What you will do: An exact copy of the listing below is the answer, with the pictures removed.
== Records supplied ==
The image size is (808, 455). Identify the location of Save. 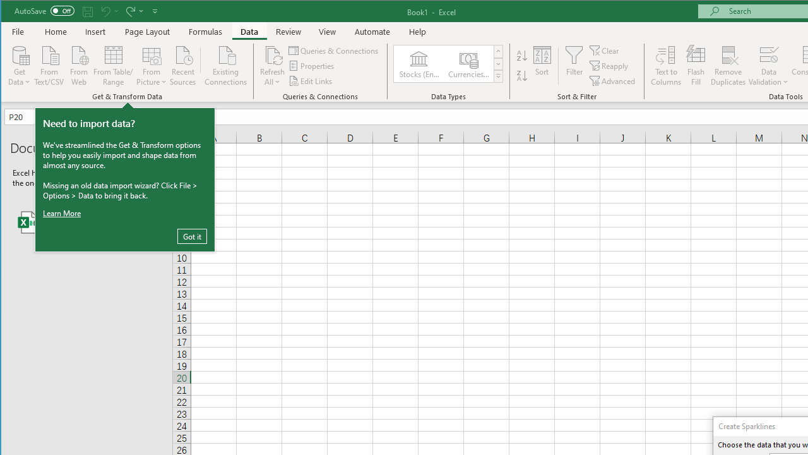
(88, 11).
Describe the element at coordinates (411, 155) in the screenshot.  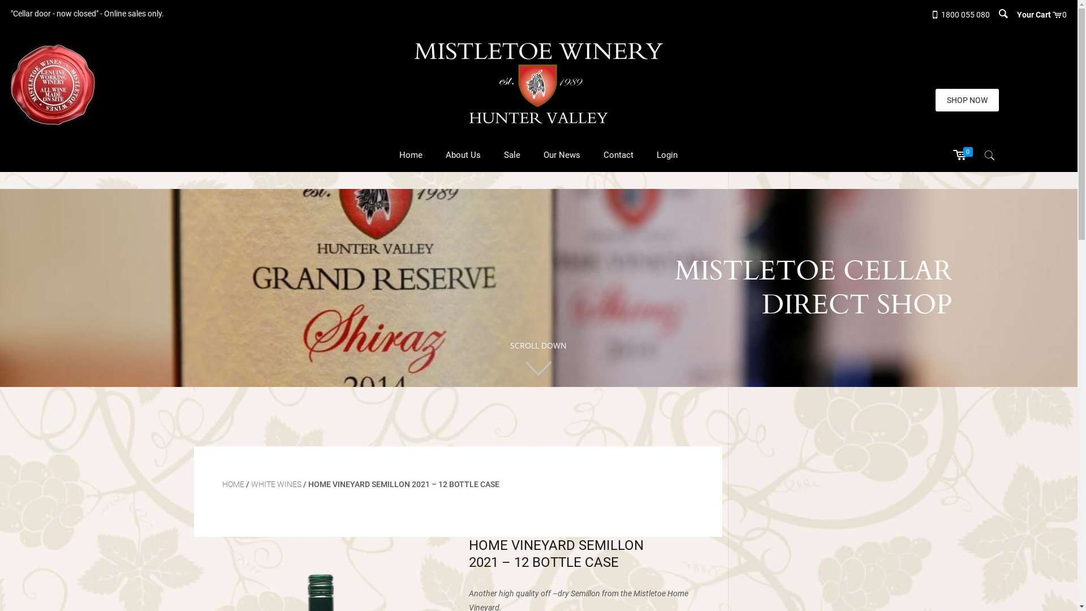
I see `Home` at that location.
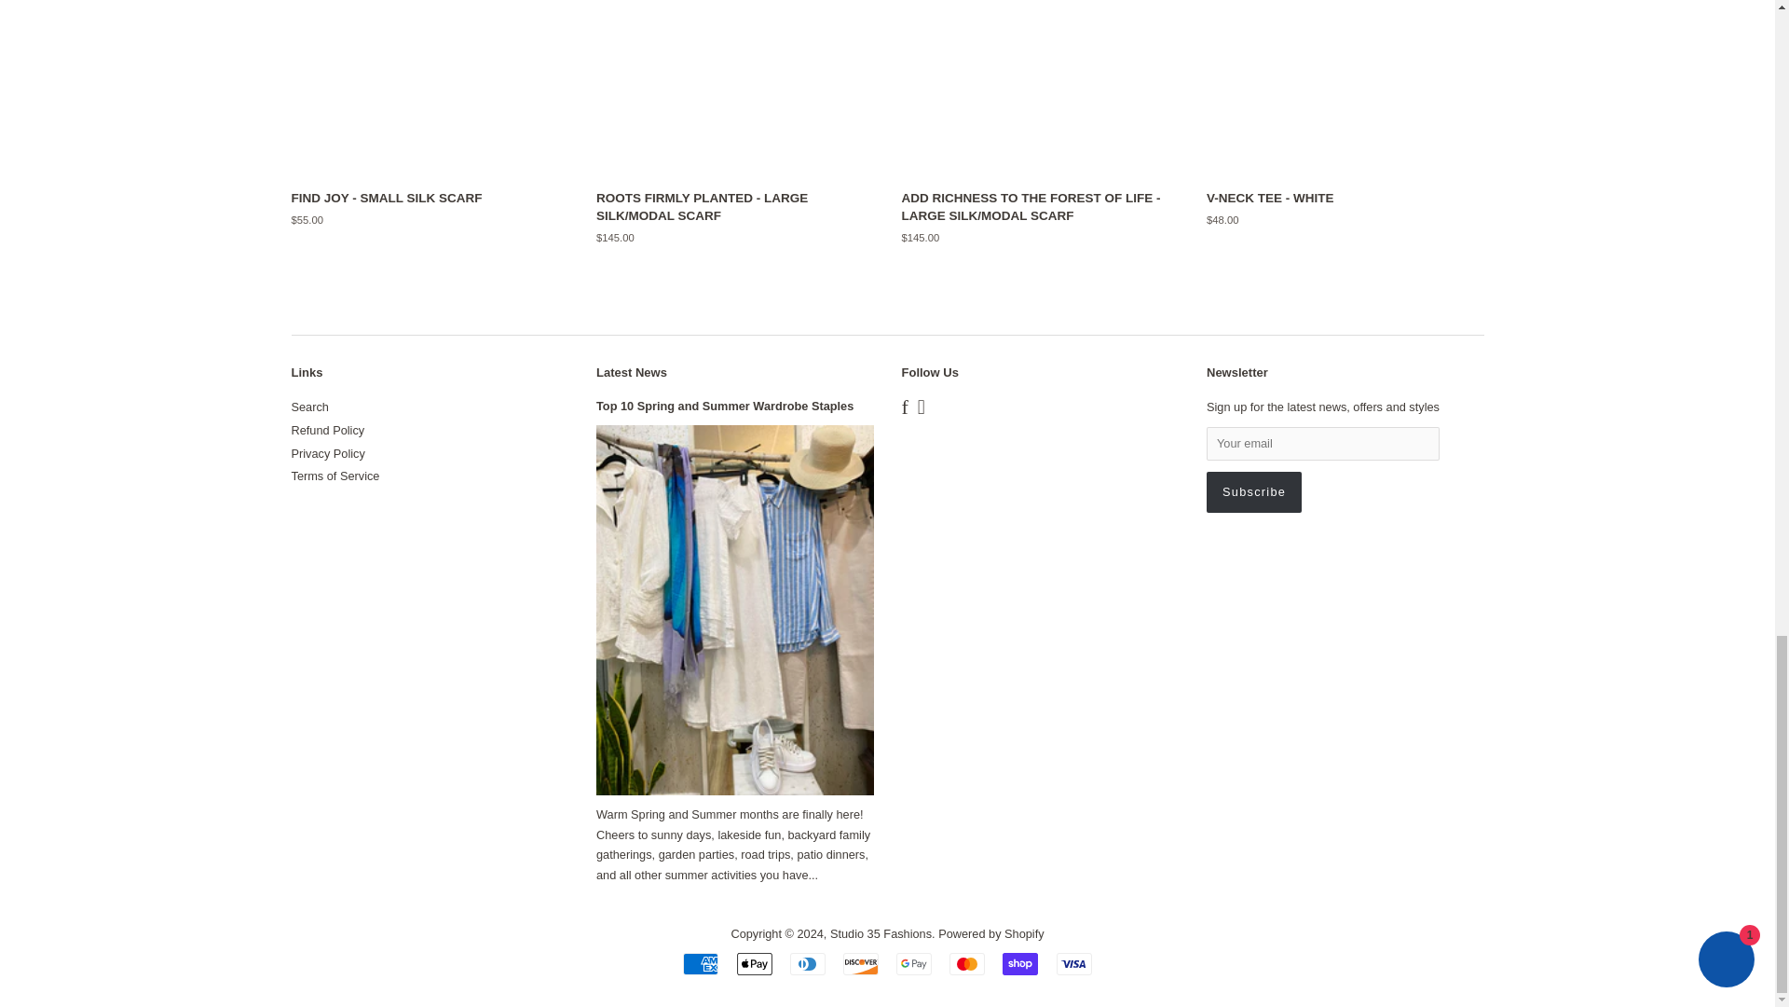  I want to click on Apple Pay, so click(755, 964).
===
Exercise response:
The image size is (808, 455). Identify the location of Save. 
(88, 11).
Describe the element at coordinates (411, 155) in the screenshot.  
I see `Home` at that location.
  I want to click on Apple Pay, so click(755, 964).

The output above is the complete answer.